The Title May Be Shocking, However The Play Is Gentle

Despite the promise of its title, there’s not much in Alan Ben­nett’s “Kafka’s Dick” that would un­settle a pensioners’ matinee aud­­ience in the suburbs.

The play, being performed this weekend by the Phnom Penh Players, is a mildly humorous drawing room comedy that takes a stab at celebrity cults—the scavengers after the dirty secrets of the dead and famous.

Sydney (Peter Buckley), a plodding insurance salesman, leads a second life as an amateur literary critic. He is struggling to write an essay on author Franz Kafka for an industry journal (cutely named “Small Print”) when the dead Czech appears.

The play revolves around an attempt to blackmail Kafka (Vaughan Lovelock) with some information that should have remained private.

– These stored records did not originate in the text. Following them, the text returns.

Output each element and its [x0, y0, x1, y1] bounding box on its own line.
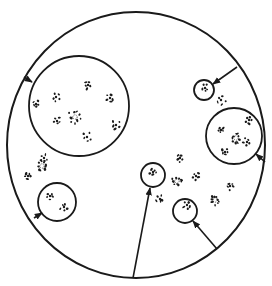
cell-cluster: [59, 203, 69, 212]
cell-cluster: [217, 95, 227, 106]
cell-cluster: [155, 194, 164, 203]
arrow-to-bottom-center-right: [193, 221, 217, 249]
arrow-to-bottom-left: [34, 213, 42, 218]
cell-cluster: [46, 193, 54, 200]
cell-cluster: [32, 99, 40, 108]
cell-cluster: [242, 137, 251, 147]
cell-cluster: [82, 132, 92, 142]
circle-large-top-left: [29, 56, 129, 156]
arrow-to-large-top-left: [24, 77, 32, 82]
cell-cluster: [217, 126, 225, 133]
cell-cluster: [52, 92, 61, 102]
cell-cluster: [182, 201, 191, 210]
petri-dish-diagram: [0, 0, 272, 286]
cell-cluster: [231, 132, 241, 145]
highlight-circles: [29, 56, 262, 223]
cell-cluster: [226, 183, 235, 192]
cell-cluster: [171, 176, 183, 186]
cell-cluster: [221, 148, 229, 156]
cell-cluster: [53, 117, 61, 125]
cell-cluster: [244, 116, 253, 126]
circle-small-top-right: [194, 80, 214, 100]
cell-cluster: [105, 93, 114, 103]
arrow-to-bottom-center-left: [133, 188, 150, 278]
arrow-to-small-top-right: [213, 67, 237, 84]
cell-cluster: [201, 83, 208, 92]
cell-cluster: [84, 81, 92, 91]
cell-cluster: [210, 195, 220, 207]
cell-cluster: [112, 120, 121, 131]
cell-cluster: [24, 172, 32, 181]
outer-boundary-circle: [7, 12, 265, 278]
cell-clusters: [24, 81, 253, 212]
cell-cluster: [191, 172, 200, 182]
cell-cluster: [148, 167, 157, 176]
cell-cluster: [176, 154, 184, 163]
cell-cluster: [68, 110, 82, 125]
diagram-canvas: [0, 0, 272, 286]
circle-bottom-left: [38, 183, 76, 221]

But as the writer soon learns, everything about him has long been common knowledge.

“Your private parts have always been public property,” Sydney’s wife, Linda (Poppy Garner), consoles him.

But Kafka’s dick isn’t so much a fleshy thing as an emblem of the curiosity of readers.

The lust for new angles on old stories drives people to distort the lives of their idols, Bennett argues.

Despite the script’s weak­nesses, the Phnom Penh Players’ unexpectedly polished production offers an evening of lively, provocative theater.

Proceeds go to support Cam­bo­­d­ian arts. The show runs to­night through Sunday at 7:30 at the Russian Cultural Center at the corner of Norodom and Street 222. Tickets are $10 for foreigners and $5 for Cambodians.